Herpetologists find a single Cardioglossa cyaneospila in Burundi rainforest.
A single specimen of the Bururi long-fingered frog (Cardioglossa cyaneospila), last seen in the wild in 1949 and perceived to be extinct, was rediscovered in a Burundi rainforest near the town of Bururi. The frog, found by herpetologists from the University of Texas at El Paso and the California Academy of Sciences is about 1.5 inches in length with black and bluish-gray skin colors. It is called the long-fingered frog because the male has an extra long finger on each of its feet. Cardioglossa cyaneospila's closest relative is a mountain dweller in Cameroon, more than 1,400 miles away from where the scientists rediscovered this single specimen.
Photo by David Blackburn
The long-fingered frog (Cardioglossa cyaneospila).
David Blackburn, curator at the California Academy of Sciences and Eli Greenbaum, a professor at the University of Texas at El Paso found the frog during a herping expedition in 2011 that was formed with the goal of locating a long-fingered frog and other reptiles and amphibians. On their fifth night, Blackburn heard a frog call, moved some grass near the vicinity from where the call originated and located the frog sitting on a log.
“I thought I heard the call and walked toward it, then waited,” Blackburn said in a press release put out by the academy. “In a tremendous stroke of luck, I casually moved aside some grass and the frog was just sitting there on a log. I heard multiple calls over the next few nights, indicating a healthy population of the species, but I was only able to find this one specimen.”
Burundi is an African nation that shares borders with the Congo River Basin, the Great Rift Valley, and Lake Tanganyika, the second largest freshwater lake in the world. It is speculated that species found in Burundi's mountains are closely related to species found in Cameroon's mountains, and at one point in time, the mountains of both countries were contiguous.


→ **What you will do**
Copy each record exactly and skip its pictures.

Data tied to figure images
- Opening Delimiter -
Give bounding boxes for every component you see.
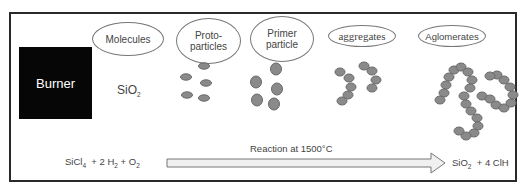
reaction-condition: Reaction at 1500°C (250, 143, 333, 154)
reactants-formula: SiCl4 + 2 H2 + O2 (65, 156, 140, 169)
products-formula: SiO2 + 4 ClH (452, 157, 509, 170)
reaction-arrow (167, 153, 445, 173)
- Closing Delimiter -
→ **Answer for this exercise**
Give bounding boxes for every component you see.
reaction-condition: Reaction at 1500°C (250, 143, 333, 154)
reactants-formula: SiCl4 + 2 H2 + O2 (65, 156, 140, 169)
products-formula: SiO2 + 4 ClH (452, 157, 509, 170)
reaction-arrow (167, 153, 445, 173)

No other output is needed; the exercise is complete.